Nice job Jeff. But I sill would have used bridging clips. It looks like you punched over your loop commons. You can't do this on a 66 block. Maybe my eyes are bad based on the photo. But if you did this never do it again. Trust me!

It looks like they used to have two lines. I hope you kept the incoming pair with the ground to the old protector. The new outside ones are junk.

Always check the ground wire. Ive seen ground wires disconnected because PVC pipe was installed.


It reminds me to bring my camera before I threw up and nothing worked and then get hugs and kisses from the customer. Now that's service!

An electrician called me not long ago to fix a customers problem that he wired. One of the biggest taped up wire nut jobs in the history of telecom. I looked at him and said, "See these scissors in my hand watch what I do." I could see the nervousness of the electrician and the customer.

This did not prevent me from resolving this service call at all costs. Surgery concluded with a quadruple by pass of wires while the customer was left dead on the operating table.

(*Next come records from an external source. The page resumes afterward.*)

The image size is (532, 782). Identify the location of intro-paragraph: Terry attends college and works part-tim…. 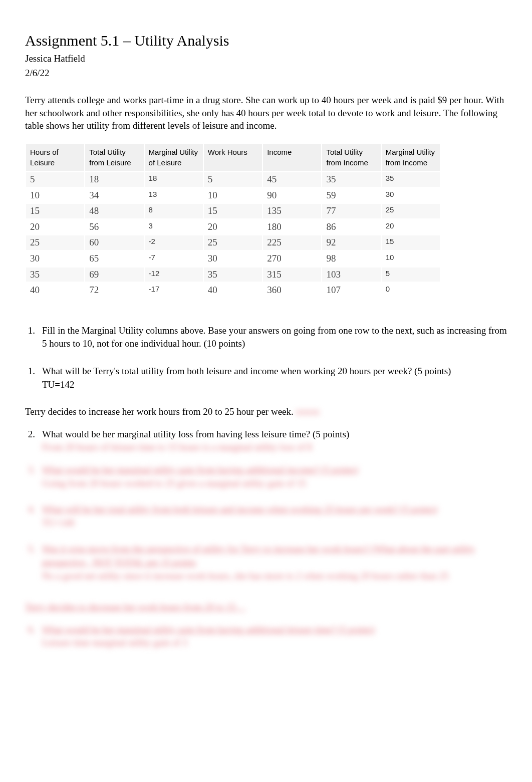
(266, 113).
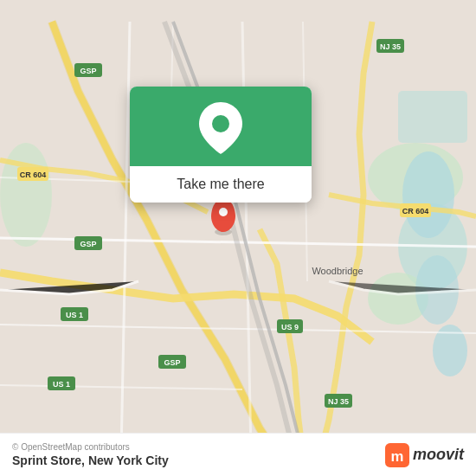 Image resolution: width=476 pixels, height=476 pixels. Describe the element at coordinates (438, 455) in the screenshot. I see `moovit-text: moovit` at that location.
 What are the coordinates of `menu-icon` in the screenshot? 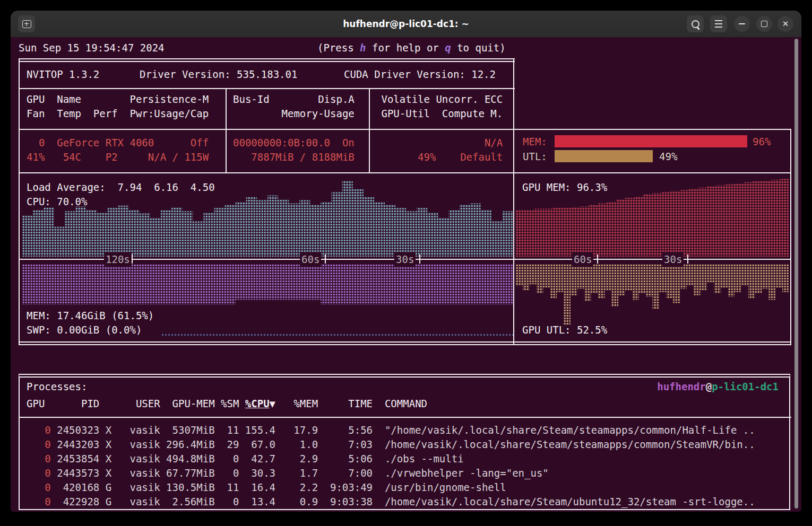 It's located at (719, 24).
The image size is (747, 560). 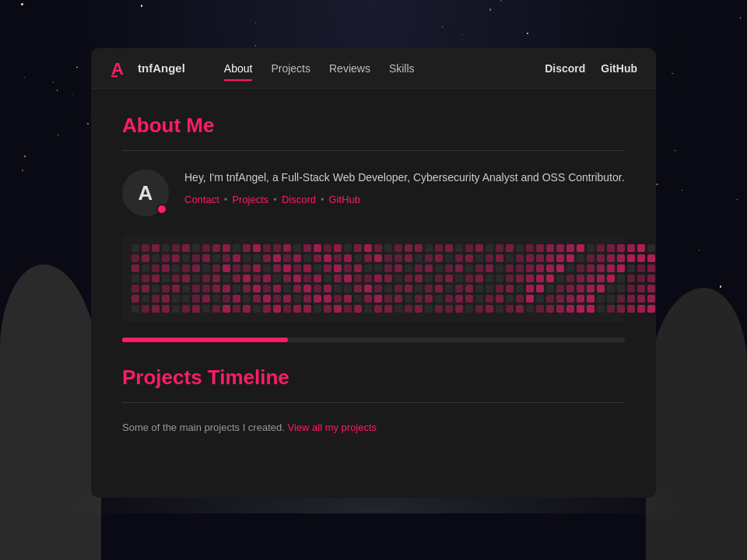 What do you see at coordinates (405, 177) in the screenshot?
I see `bio-text: Hey, I'm tnfAngel, a Full-Stack Web Deve…` at bounding box center [405, 177].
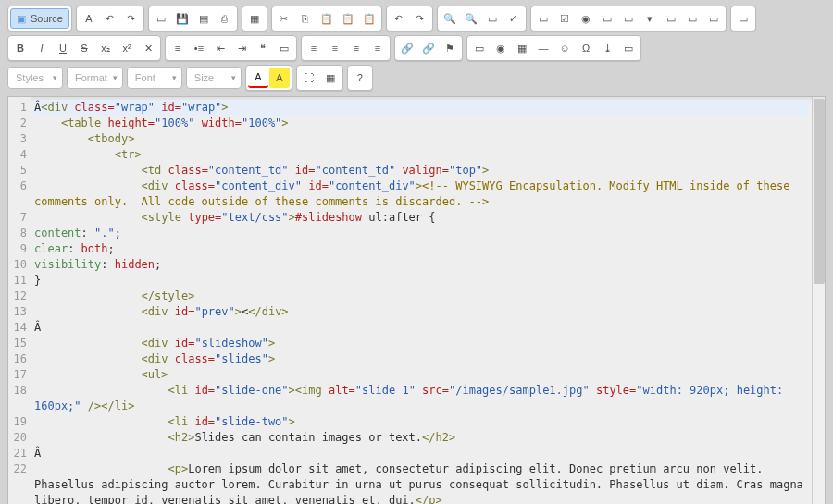 The width and height of the screenshot is (833, 504). I want to click on paste-text-icon: 📋, so click(348, 18).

All the time keeping my Harris TS21 on mute so I could faintly hear a ring two feet away.. Oh, it was a doctors office.

Surgery and outpatient services resumed.


Chop chop and start over and rewire every jack in the place. Then I asked the Electrician if he did Data Cabling......He said yes.. One only knows?

About four hours later everyone was happy. No lost calls and operations resumed. I thought the doctor was going to have a heart attack.. After all his faithful sparky messed it up.

The system was one of those common Ge four line non ksu systems with 10 phones in a giant splice ball with unbalanced pairs. You would not believe it.

Jeff, you should have cut down all the pairs and used bridging clips and loop the common on the other side with clips. This is the way it should be done. I would have also eliminated the scotch locks.

Im not picking on you but an old timer would yell at me if it ended up your way. Good job anyhow.